Galleries
Panama Papers Trace Nahmad Family to Contested Modigliani Painting
The International Art Center is not what it seems.
The International Art Center is not what it seems.
Sarah Cascone ShareShare This Article
When the uber wealthy want to obscure their financial dealings, they have often turned to Panama-based law firm Mossack Fonseca, which has set up offshore tax havens and shell corporations for a number of the art world elite. Now, such maneuvering has become public knowledge, thanks to a massive data leak of the firm’s files.
Among the latest revelations to come out of the Panama Papers leak is that the Nahmad family does, in fact, own a Amedeo Modigliani canvas that was seized by Nazis during World War II and is the subject of an ongoing quest for restitution.
Related: What You Need to Know about the Latest Panama Papers Revelations
In the case of Modigliani’s Seated Man With a Cane (1918), which was taken from Philippe Maestracci’s grandfather, the ownership comes as no great surprise.

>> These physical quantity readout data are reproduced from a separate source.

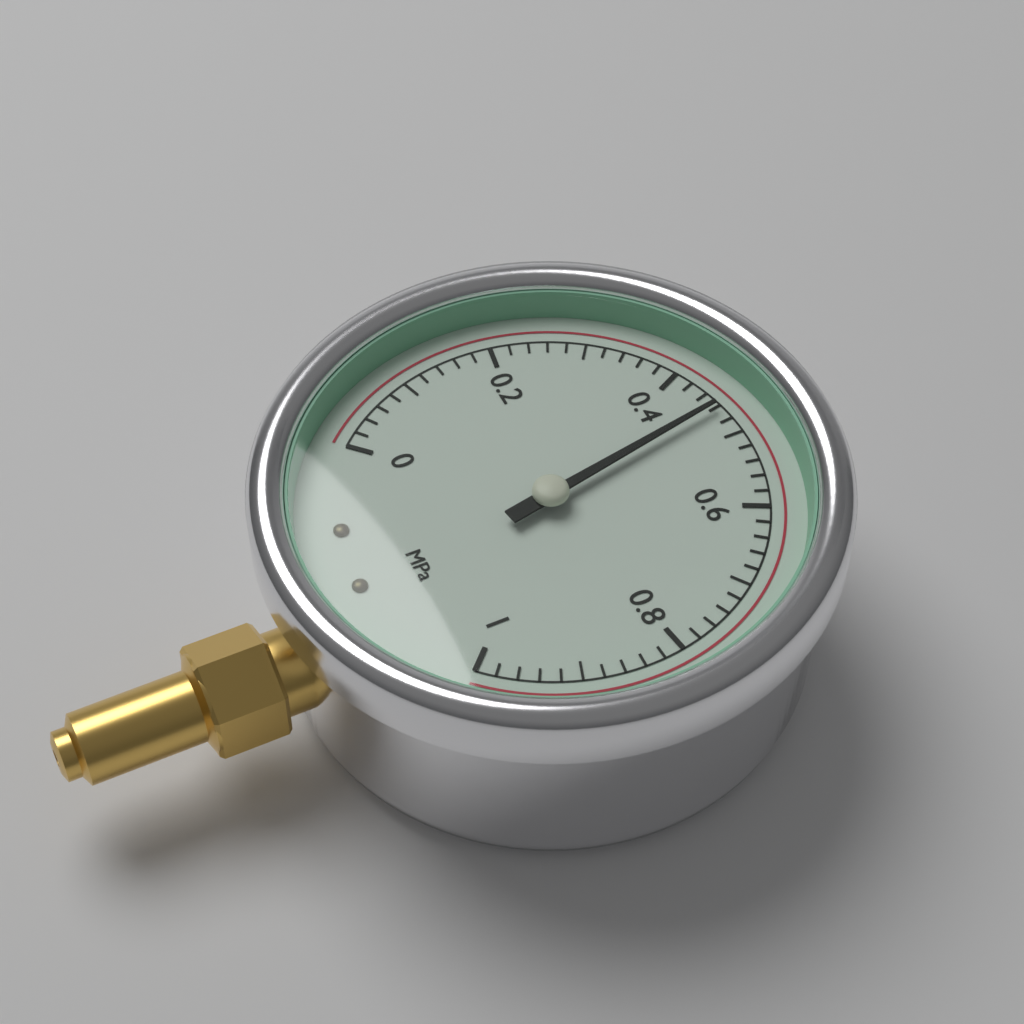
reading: 0.46 MPa
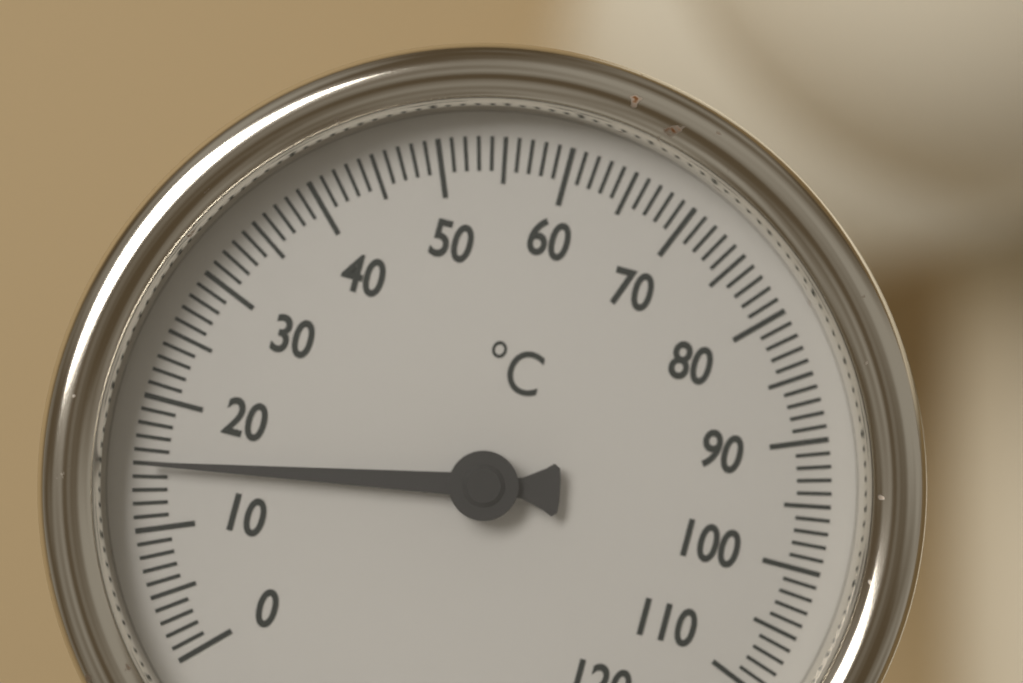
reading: 15 °C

The Nahmad family claimed in court that a company called the International Art Center (IAC) was the painting’s owner, but Maestracci, who has long been seeking restitution of the work, maintained that IAC is a shell company for the Nahmad family’s New York and London galleries. (IAC purchased Seated Man $3.2 million at Christie’s London in 1996.)
Maestracci’s lawyers note that IAC was one of 11,000 companies that listed Fonseca as its director. The recent leaks show that the Nahmads have controlled IAC for more than 20 years.
The Nahmad’s lawyer, Richard Golub, told the BBC that ownership of the IAC was “irrelevant” because “the main thing is what are the issues in the case, and can the plaintiff prove them?” He has previously questioned whether Maestracci’s grandfather, Jewish art dealer Oscar Stettiner, ever owned the canvas.
The case was dismissed in November on the grounds that the complaint should have been filed in Panama, not in New York, and that Maestracci was not the appropriate plaintiff. His most recent complaint with New York’s Supreme Court, filed with the administrator of Stettiner’s estate as the plaintiff, argues the Nahmad family operates through IAC “in a manner so as to confuse and conceal their identities, and hide revenues generated.”